Archive

Wellness Programs Require More Than Education

By Staff Report

Jul. 14, 2008

Company programs that encourage weight loss, a healthy diet and exercise are more likely to be embraced by workers if employers motivate them to sign up and give them tools to record their progress, according to a study released in Washington on Monday, July 14, by a major health insurer.


In a survey of 3,552 employees at eight companies, the Blue Cross and Blue Shield Association found that participation in wellness initiatives increased by 21 percent if the firms combined wellness education with “activation components,” such as online registration and tracking, participant guides and work-site competition.


The companies took part in the insurers’ Engaging Consumers @ Work program, a 10-week wellness pilot study conducted by Blue Cross and the Department of Health Care Policy at Harvard Medical School. Survey data was collected from June 2006 to April 2007.


The combination of education and motivation increased employees’ awareness of wellness programs by 12 percent and boosted by 15 percent their perception that “my employer is interested in my health.”


Wellness programs are becoming increasingly popular as companies try to reduce their health care costs. But for them to be effective, employers have to do more than hang posters or distribute nutrition guides.


“Employees do not consider or recognize passive education initiatives to be work-site health/wellness programs,” the survey states.


DTE Energy, a Detroit utility company, puts corporate effort into helping employees avoid sickness because that’s where it anticipates the best outcomes are for its bottom line and its workers. The company, which has 10,000 employees, participates in Healthy Blue Living, a program sponsored by the Blue Care Network of Michigan.


“Prevention is far less expensive and far more beneficial to everyone involved than cure,” Richard Lueders, director of compensation and benefits, said at the National Press Club. “It’s the win-win scenario.”


There is some empirical evidence of wellness success. Over the past three years, DTE has saved nearly $12 million on an investment of $7.6 million in disease management. It has reduced its high-risk population from 15 percent to 9 percent the past three years.


Usually, the return on walking programs, health screenings, smoking cessation and nutritional counseling is difficult if not impossible to determine. Food Lion, a supermarket in the southeast and mid-Atlantic region that offers all of those activities, could not pinpoint concrete results.


But Pat Fulcher, vice president of associate services for the 85,000-employee grocery retailer, argues that it is indisputable that a healthy workforce is more reliable and productive.


“There is a tie between wellness and the bottom line,” Fulcher said at the press conference announcing the study. It shows up not only in overall company performance but also in keeping health care costs below expectations, she added.


“We are beating the trend,” Fulcher said.


Still, corporate leaders will eventually want to see a specific payoff to wellness.


“Our CEO does expect a return,” Fulcher said. “But he also understands this is not something you change today. It takes time and effort to get people to change their lifestyles.”


Before joining a wellness program, employees may need be reassured that their medical information will be secure. Lueders says this is achieved by having outside providers run the wellness programs and report only aggregate data about worker ailments to employers.


In addition to getting employees onboard, Blue Cross Blue Shield, DTE Energy and Food Lion also want to raise awareness on Capitol Hill about wellness initiatives. They spent Monday visiting members of Congress, which is likely to begin major health care reform next year.


They’re making the point that companies are encouraging the 162 million people they cover to take better care of themselves—an approach that is rapidly gaining in popularity.


“More employers are designing and executing programs,” said Helen Darling, president of the National Business Group on Health. “It is deeply embedded in the culture of these companies. C-Suite leadership is the key. It really is a sea change.”


—Mark Schoeff Jr.


Schedule, engage, and pay your staff in one system with Workforce.com.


Task instructions: Your reply should be made up of every line in the records below that holds the string "will".

Information provided:
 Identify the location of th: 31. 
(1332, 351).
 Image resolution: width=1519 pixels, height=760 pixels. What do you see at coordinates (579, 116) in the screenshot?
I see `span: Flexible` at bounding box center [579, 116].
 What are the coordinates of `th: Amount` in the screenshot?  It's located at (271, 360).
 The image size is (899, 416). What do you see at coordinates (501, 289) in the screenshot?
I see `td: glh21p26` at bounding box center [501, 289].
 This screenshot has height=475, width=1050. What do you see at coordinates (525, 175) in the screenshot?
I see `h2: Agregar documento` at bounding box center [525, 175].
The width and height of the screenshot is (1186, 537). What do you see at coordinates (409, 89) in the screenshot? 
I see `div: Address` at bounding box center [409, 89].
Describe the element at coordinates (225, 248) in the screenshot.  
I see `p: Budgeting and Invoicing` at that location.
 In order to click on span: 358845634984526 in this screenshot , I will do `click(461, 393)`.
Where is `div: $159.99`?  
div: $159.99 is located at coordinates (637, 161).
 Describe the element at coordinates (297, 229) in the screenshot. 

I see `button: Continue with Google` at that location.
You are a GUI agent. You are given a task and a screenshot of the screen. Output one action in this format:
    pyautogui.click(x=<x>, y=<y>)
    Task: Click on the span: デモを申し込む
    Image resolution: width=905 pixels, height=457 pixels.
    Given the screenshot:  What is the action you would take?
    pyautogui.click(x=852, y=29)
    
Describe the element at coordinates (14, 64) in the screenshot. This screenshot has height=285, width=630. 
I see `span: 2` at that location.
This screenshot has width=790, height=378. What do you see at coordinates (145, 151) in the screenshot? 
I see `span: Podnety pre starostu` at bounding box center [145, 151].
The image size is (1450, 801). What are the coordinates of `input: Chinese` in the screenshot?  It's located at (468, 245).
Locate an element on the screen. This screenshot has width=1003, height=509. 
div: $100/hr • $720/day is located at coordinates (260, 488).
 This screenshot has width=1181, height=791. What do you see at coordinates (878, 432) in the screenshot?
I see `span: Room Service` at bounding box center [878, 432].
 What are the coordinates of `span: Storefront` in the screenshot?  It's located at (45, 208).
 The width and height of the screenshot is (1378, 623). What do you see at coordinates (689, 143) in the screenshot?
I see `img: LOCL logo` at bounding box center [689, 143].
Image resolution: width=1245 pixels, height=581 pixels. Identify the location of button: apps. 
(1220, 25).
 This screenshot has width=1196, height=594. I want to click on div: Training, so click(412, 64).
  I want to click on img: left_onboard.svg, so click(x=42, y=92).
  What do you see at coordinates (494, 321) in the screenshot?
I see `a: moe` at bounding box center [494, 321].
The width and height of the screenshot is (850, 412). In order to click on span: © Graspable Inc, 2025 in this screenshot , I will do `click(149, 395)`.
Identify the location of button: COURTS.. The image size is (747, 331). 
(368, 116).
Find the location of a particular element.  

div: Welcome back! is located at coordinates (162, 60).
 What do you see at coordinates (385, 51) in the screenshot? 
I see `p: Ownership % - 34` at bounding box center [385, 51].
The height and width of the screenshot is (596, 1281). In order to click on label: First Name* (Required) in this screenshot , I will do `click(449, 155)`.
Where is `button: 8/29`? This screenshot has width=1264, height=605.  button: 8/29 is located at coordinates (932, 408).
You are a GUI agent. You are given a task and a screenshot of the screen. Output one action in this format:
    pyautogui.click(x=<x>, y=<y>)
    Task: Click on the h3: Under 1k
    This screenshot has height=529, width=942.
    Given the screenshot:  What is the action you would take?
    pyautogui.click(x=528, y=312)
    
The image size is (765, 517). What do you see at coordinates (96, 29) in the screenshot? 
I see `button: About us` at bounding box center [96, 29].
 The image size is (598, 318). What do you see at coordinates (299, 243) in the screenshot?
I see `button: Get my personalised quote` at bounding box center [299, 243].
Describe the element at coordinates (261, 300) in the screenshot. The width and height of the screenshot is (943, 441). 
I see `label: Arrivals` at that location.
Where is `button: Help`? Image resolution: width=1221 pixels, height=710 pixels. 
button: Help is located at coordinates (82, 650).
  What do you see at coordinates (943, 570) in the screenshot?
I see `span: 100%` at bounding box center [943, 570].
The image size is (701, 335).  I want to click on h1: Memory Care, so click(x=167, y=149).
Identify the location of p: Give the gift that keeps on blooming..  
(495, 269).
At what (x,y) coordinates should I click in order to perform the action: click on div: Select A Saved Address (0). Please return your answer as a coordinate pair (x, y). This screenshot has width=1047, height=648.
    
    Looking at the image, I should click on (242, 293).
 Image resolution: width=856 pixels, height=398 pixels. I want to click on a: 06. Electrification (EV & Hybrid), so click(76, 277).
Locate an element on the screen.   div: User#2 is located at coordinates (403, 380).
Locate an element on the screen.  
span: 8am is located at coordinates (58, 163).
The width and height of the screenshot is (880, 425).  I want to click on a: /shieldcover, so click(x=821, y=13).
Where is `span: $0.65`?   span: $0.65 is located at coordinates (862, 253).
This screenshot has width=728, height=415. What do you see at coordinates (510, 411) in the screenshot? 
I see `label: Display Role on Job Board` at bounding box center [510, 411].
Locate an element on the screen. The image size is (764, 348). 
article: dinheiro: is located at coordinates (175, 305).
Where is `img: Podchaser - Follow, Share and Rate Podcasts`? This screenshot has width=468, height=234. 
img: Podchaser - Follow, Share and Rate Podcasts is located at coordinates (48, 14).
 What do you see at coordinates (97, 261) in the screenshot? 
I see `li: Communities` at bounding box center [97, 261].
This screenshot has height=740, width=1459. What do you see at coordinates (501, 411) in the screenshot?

Task solution:
 In order to click on span: 358845634984526 in this screenshot , I will do `click(461, 393)`.
The width and height of the screenshot is (850, 412). In order to click on span: © Graspable Inc, 2025 in this screenshot , I will do `click(149, 395)`.
The height and width of the screenshot is (596, 1281). In order to click on label: First Name* (Required) in this screenshot , I will do `click(449, 155)`.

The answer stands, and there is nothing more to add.